American Journal of Transplantation (June '05) includes a fascinating study by Sydney Halpern and others at Penn in which a study of 347 surgeons revealed that there is some discrimination against those with HIV in terms of who gets an organ, and the reasons don't make sense in clinical terms.
The 347 surgeons (56.1%) returning completed questionnaires believed that HCV- and HIV-infected patients have similar post-transplant survival (p = 0.9), but that both groups fare worse than HBV-infected patients (p < 0.00001 for both comparisons). Most transplant surgeons considered HBV- and HCV- infected patients to be appropriate transplantation candidates (p = 1.0 for this comparison), whereas one-third considered HIV-infected patients to be appropriate candidates (p < 0.00001 when compared with HBV- or HCV- infected patients). That surgeons are generally willing to transplant HCV- infected patients but not HIV-infected patients, and yet believe these groups will have similar post-transplant survival, suggests that survival estimates alone do not explain surgeons' choices. HIV-infected patients should have equal access to organs unless or until evidence emerges that they fare substantially worse than other potential recipients.
[thanks Sean Philpott]

comments

...to read the whole thing. For example, the entire section which details "limitations" of the study as well as this:
"Another explanation is that while surgeons believe that HIV-infected patients will derive meaningful benefits from transplantation, they do not think these patients should be transplanted until ongoing studies document such survival. As a result, transplantation for HIV-infected patients has not yet been recognized as a standard of care."

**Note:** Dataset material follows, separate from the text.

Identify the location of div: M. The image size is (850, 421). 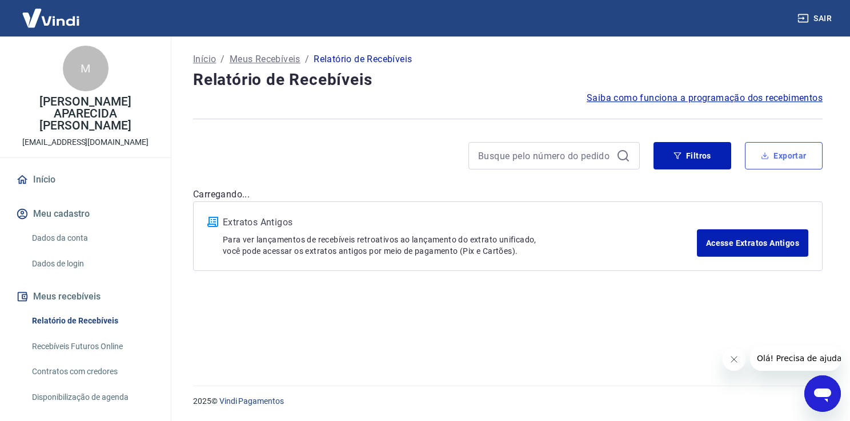
(86, 69).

Those of us who take care of transplant patients are also aware that the medications used for immunosuppression not only target the same arm of the immune system as HIV, but these drugs also interact unpredictably with the HAART medications.

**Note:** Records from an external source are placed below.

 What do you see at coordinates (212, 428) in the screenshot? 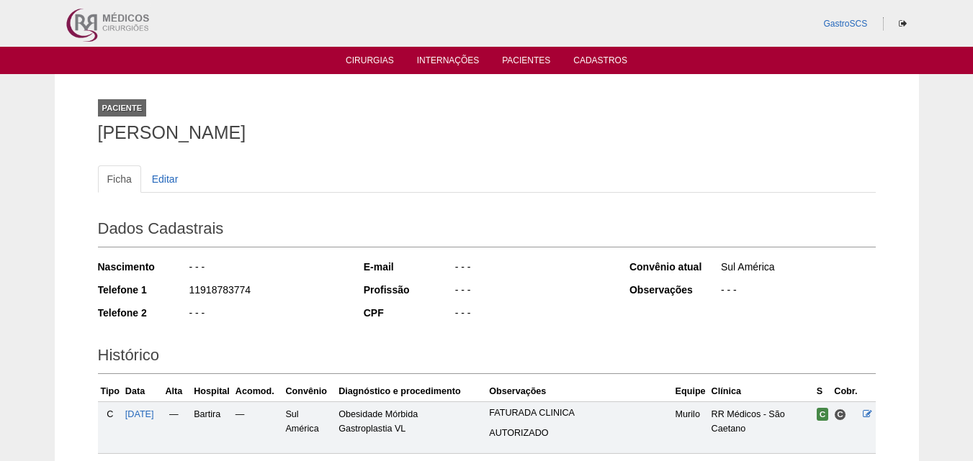
I see `td: Bartira` at bounding box center [212, 428]. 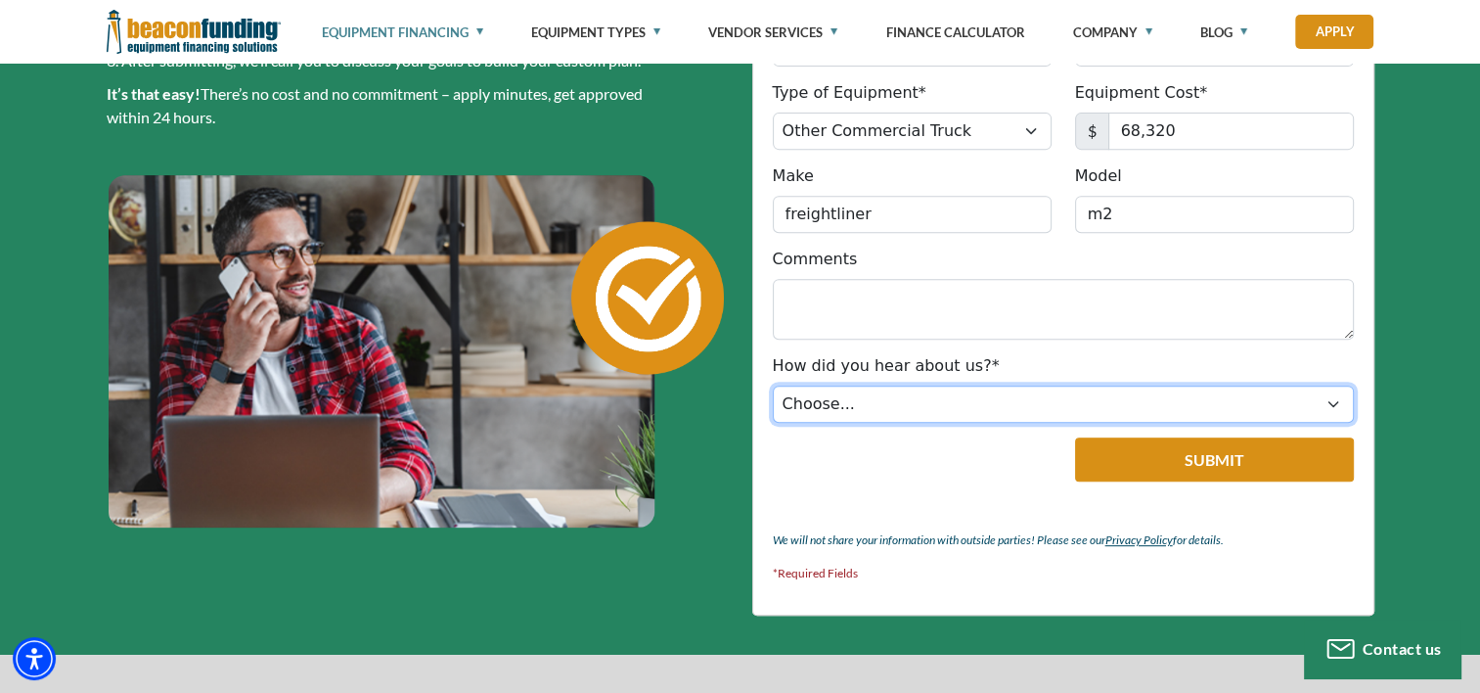 I want to click on button: Contact us, so click(x=1382, y=649).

If the surgeons questioned "believe these [HIV-infected] groups will have similar post-transplant survival" it is worth noting that such an affirmative belief is based on very little evidence, in very few patients, at very few centers, with very limited follow-up.

the last comment raises the real fear of immunocompromise for these already compromised patients. The implication of discrimination may or may not be correct but there is also the concept of just allocation of scarce organs, including a responsibility to the donor that the organ will have a fair shot at providing someone a longer life.